= Task goal =
Find the line with "Locate an element on the screen. This" in the data below. Repeat it and every line after it exactly, but not the pictures.

= Given data =
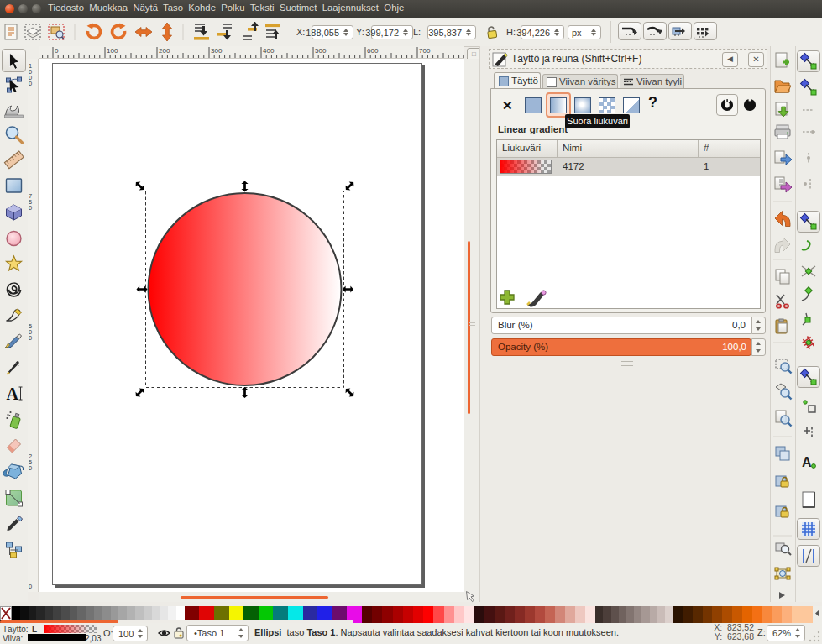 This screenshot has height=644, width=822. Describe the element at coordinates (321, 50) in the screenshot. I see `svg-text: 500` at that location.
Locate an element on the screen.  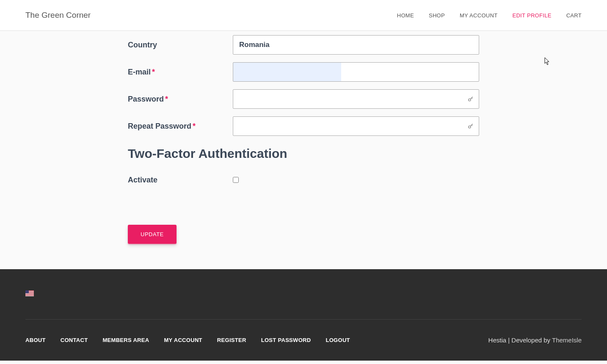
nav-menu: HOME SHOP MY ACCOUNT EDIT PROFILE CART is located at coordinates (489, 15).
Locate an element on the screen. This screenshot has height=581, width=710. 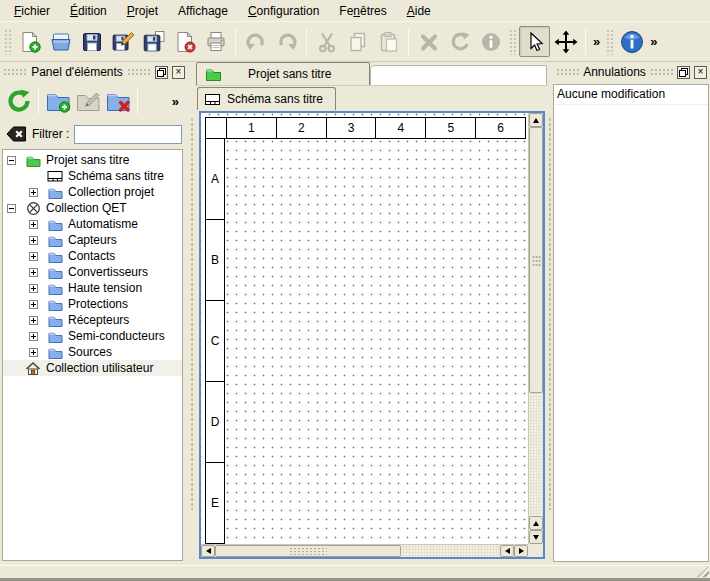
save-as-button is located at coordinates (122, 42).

= Written reply =
Locate an element on the screen. This screenshot has height=581, width=710. 
save-as-button is located at coordinates (122, 42).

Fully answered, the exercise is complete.